Lol. Who said amd has always run cooler? That's complete crap. Lmao. You amd fanboys need to stop. I don't care what benchmarks say. My games run fine on both chips.
Lol. Who said amd has always run cooler? That's complete crap. Lmao. You amd fanboys need to stop. I don't care what benchmarks say. My games run fine on both chips.
Thats not sticking your neck out.. thats pointing out the obvious. Now, if you are moving from something older, like i7 920 or even older. I would imagine you get the best you can afford.
The rumors are true. It runs hot. Read our review on the front page.
Mmm... Unless you need the faster iGPU (for faster encoding using Virtu), I don't actually see much of a différence.

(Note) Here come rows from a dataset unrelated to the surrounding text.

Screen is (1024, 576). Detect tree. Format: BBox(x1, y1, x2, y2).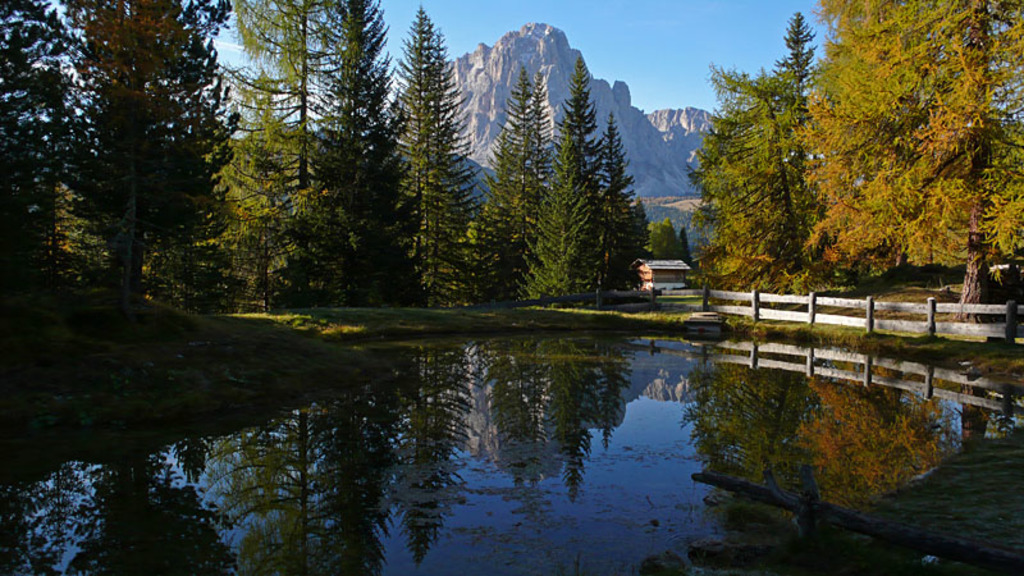
BBox(337, 0, 402, 274).
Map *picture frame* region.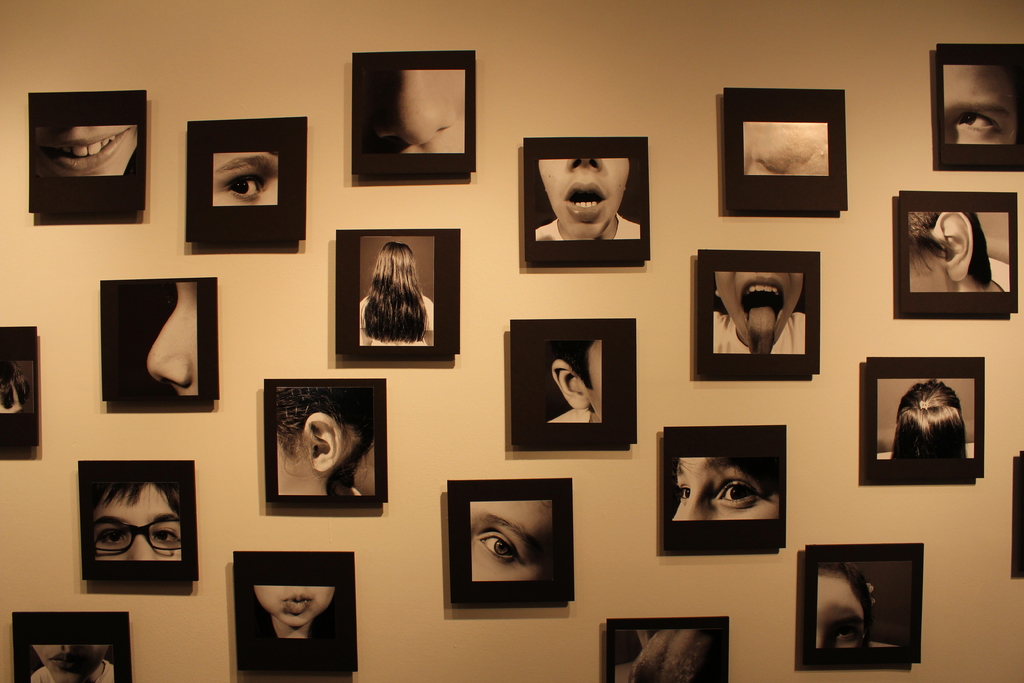
Mapped to 104, 277, 219, 403.
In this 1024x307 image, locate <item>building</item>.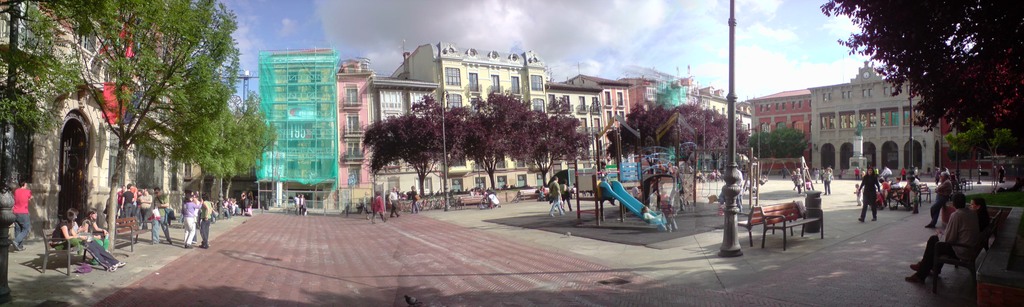
Bounding box: (805, 59, 936, 174).
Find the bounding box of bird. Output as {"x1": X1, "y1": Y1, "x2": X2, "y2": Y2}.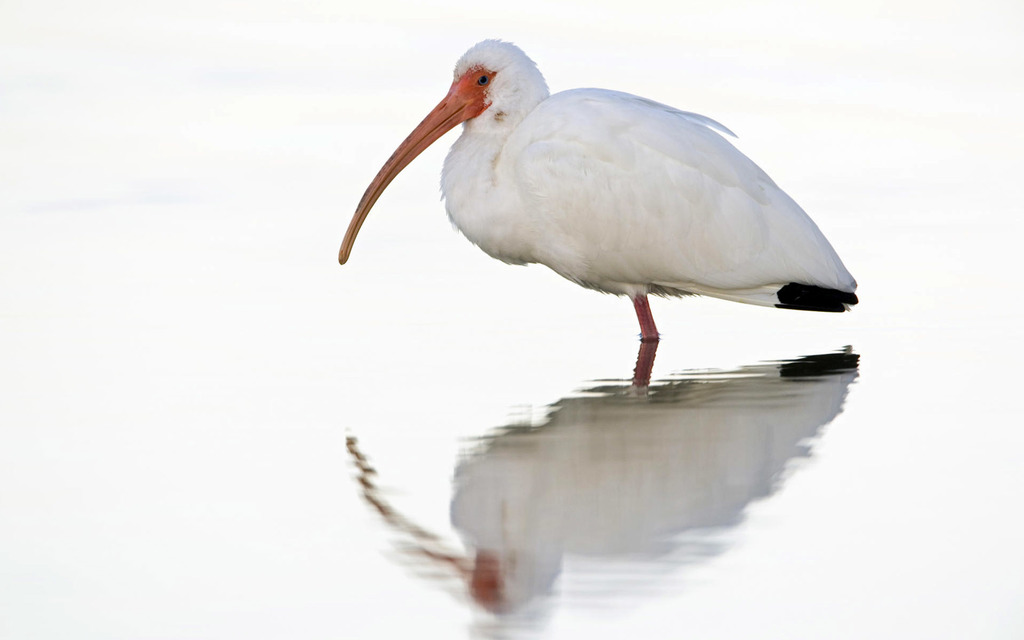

Also, just because it runs hotter in and of itself doesnt mean much, it has a higher temp limit (105c tjmax instead of 95) and consumes less power, so wont heat the room as much, despite running warmer. If you are buying new, and the prices are close to the same, theres no real reason not to buy ivybridge. But if you already have a decent or better clocking sandybridge chip, it just doesnt seem worthwhile unless you are a regular in the extreme cooling subsection.
From what I have read so far IB runs hotter and doesn't clock as well as sandy. The chip has some cool features like 3d transistors but it doesn't translate into a very big performance gain.